I chuckled under my breath, and the commander, brigadier general Caprice (pardon the irony) Forster, reprimanded me as Bismark, his subordinate, brazenly tittered on and on without reproach. I must suppose that such an act of impropriety and pridefully disharmonious measure of character to be a exactly that which warranted his anointing of leadership of such an endeavor. Cut from a cloth soaked in blood, plug-ugly as a bat, his azure seablue eyes might be prepossessing on a baby or cherubic adolescent. The anatomy of his face was some inversion of and masquerading as benevolence. Bismarck was as much a mystery to me as the contents inside an oil-smeared bell jar. I’d heard his name and myth which raised from it, but nothing more. Just before we departed, Bismarck lit a cigarette.
As I cadged a pack of Kools from my pocket, the general asked “what should I make of two successive acts of insubordination, captain? Should a stripping of rank suffice, or more pertinently, a dishonorable discharge?”. Bismarck shook his head and hissed out a cloud of blue smoke against the grey morning buttresses dampening the room in a dull morass of light. From there we were dismissed. It was disconcerting to believe a man of such crudeness of manner and amoral character should be so integral as to gain immunity to all acts of disobedience to he of whose auspices our march had been set, but nevertheless, he was.

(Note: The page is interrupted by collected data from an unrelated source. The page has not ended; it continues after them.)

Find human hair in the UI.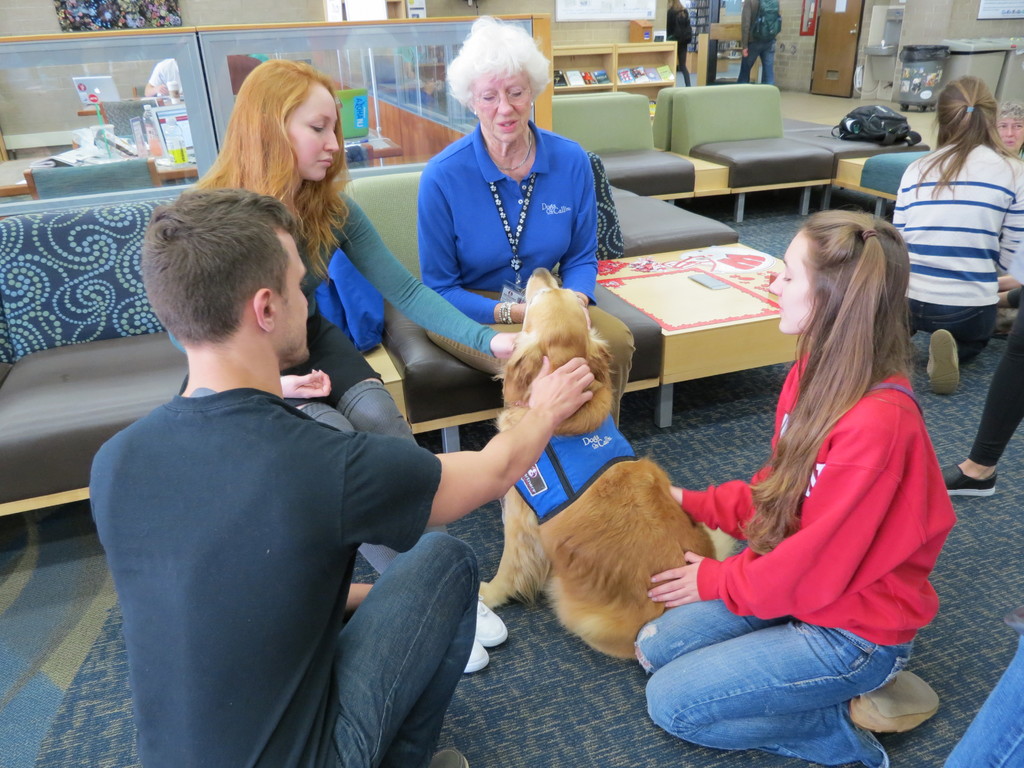
UI element at Rect(736, 208, 915, 559).
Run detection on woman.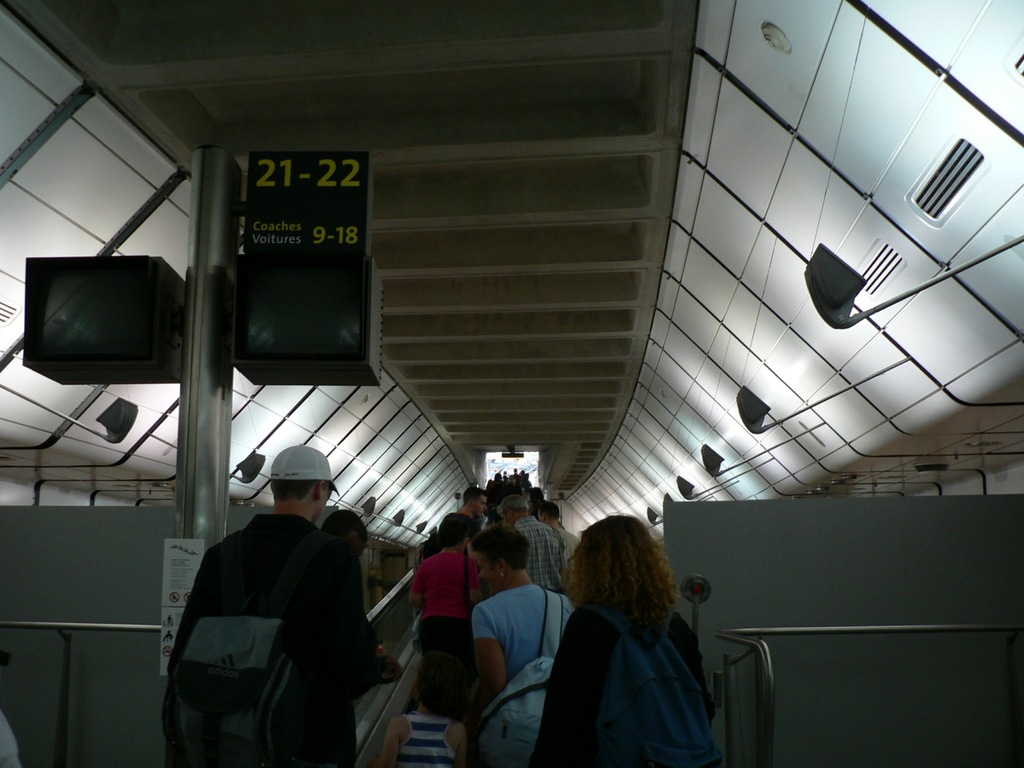
Result: l=541, t=516, r=717, b=767.
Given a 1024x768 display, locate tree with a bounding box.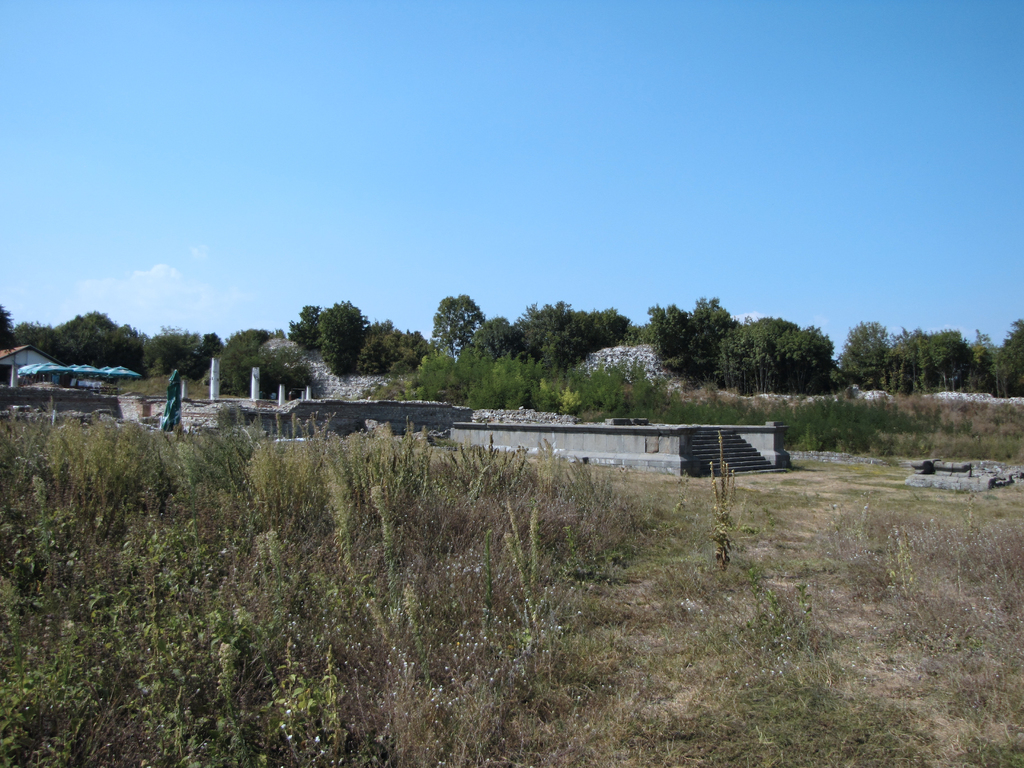
Located: rect(158, 326, 193, 387).
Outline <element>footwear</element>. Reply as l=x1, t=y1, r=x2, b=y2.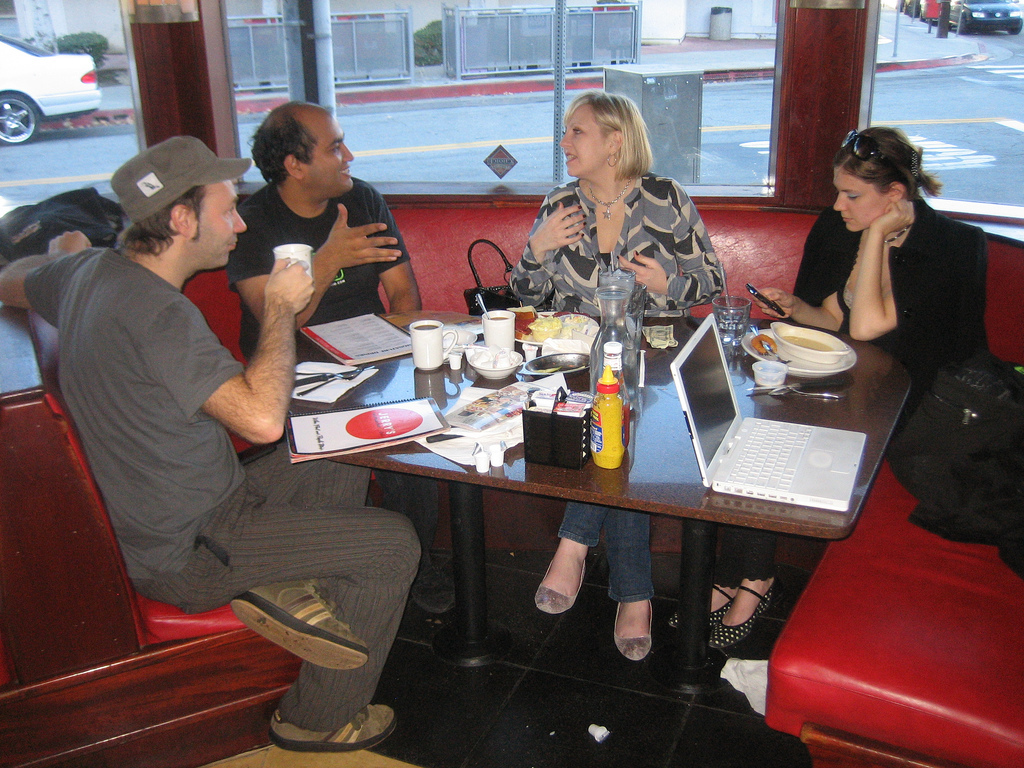
l=666, t=578, r=740, b=633.
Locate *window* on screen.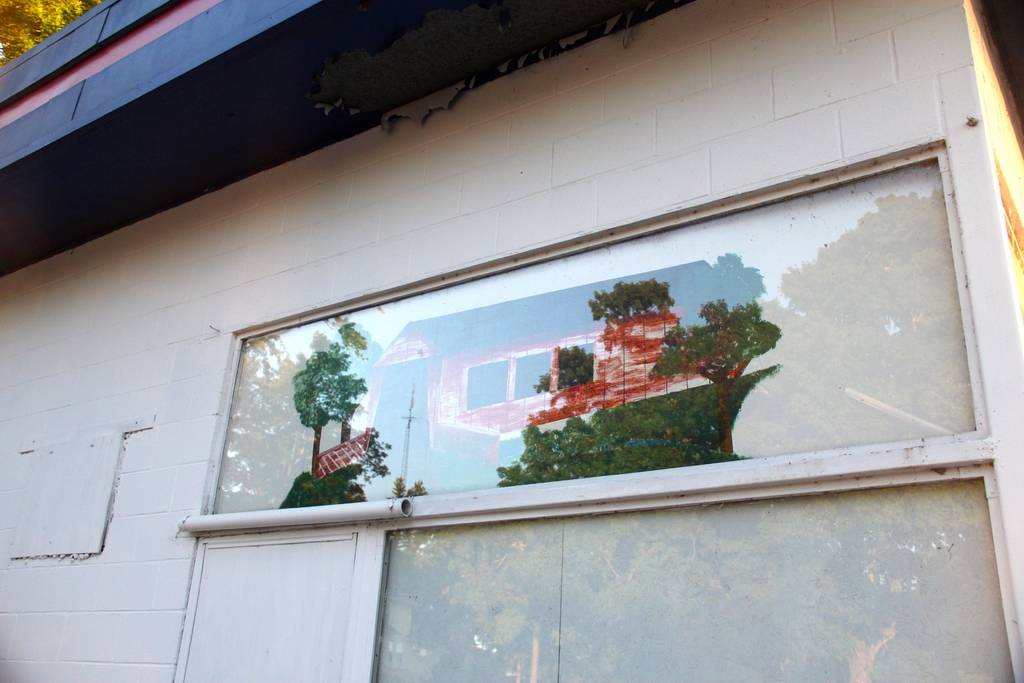
On screen at <region>463, 359, 508, 414</region>.
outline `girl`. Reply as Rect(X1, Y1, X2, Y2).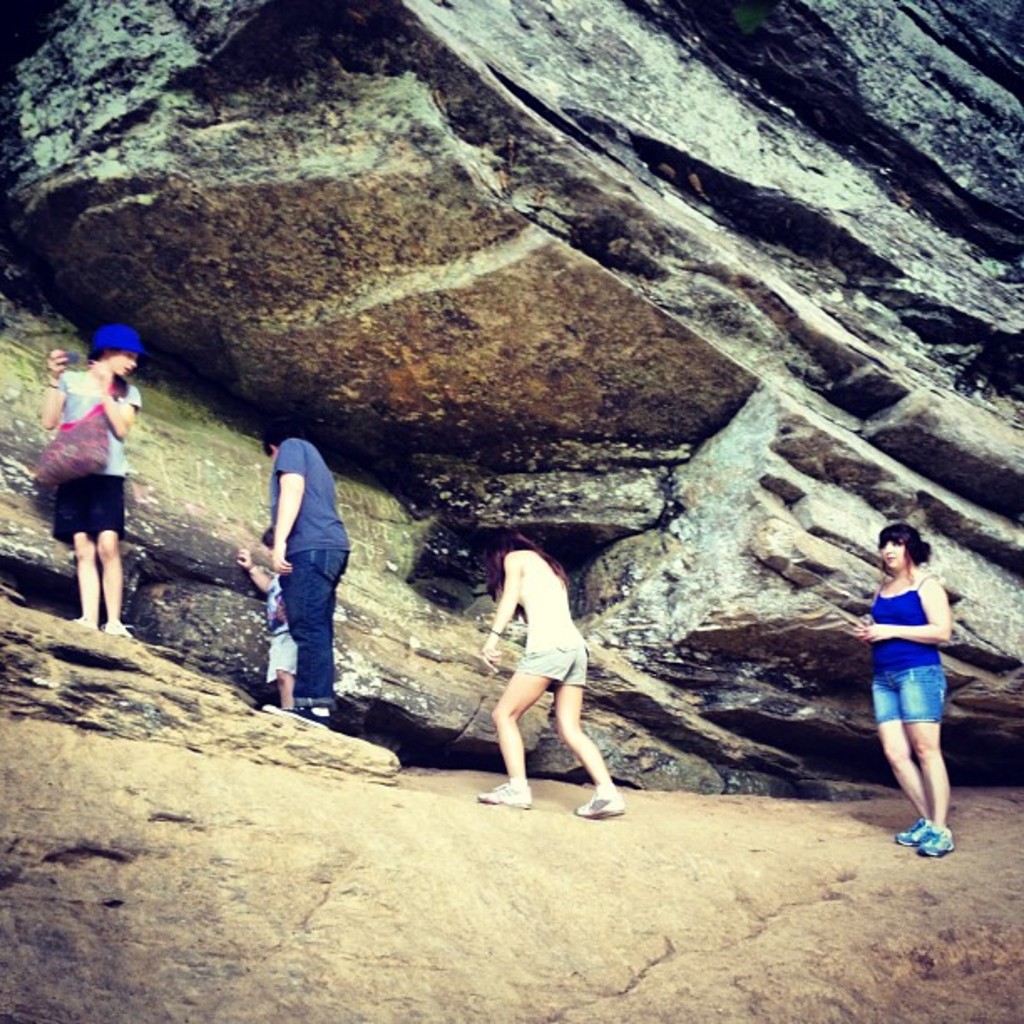
Rect(40, 315, 142, 637).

Colonel Bismarck was a snake hunter of only the most venomous trophy. He wore fangs around his neck, threaded into a string of poison oak, which he was allergic to. His skin would pock and bubble and he would scratch and tear at it until it oozed blood and histamine. I didnt even ask, and he always smirked and winked at me when he did so. His boots were laced with snakeskin. Trimmed with shark teeth. He carried paltry glass jamjars and would squeeze venom into them as souvenirs. I ask him why he does this. Why he endangers his life by an enemy we aren’t even at war with. Why seek them out? His answer was plain, “it reminds me that God does not have my approval until i give it”. He was always a cryptic man, dogged by an ancient, antediluvian calling.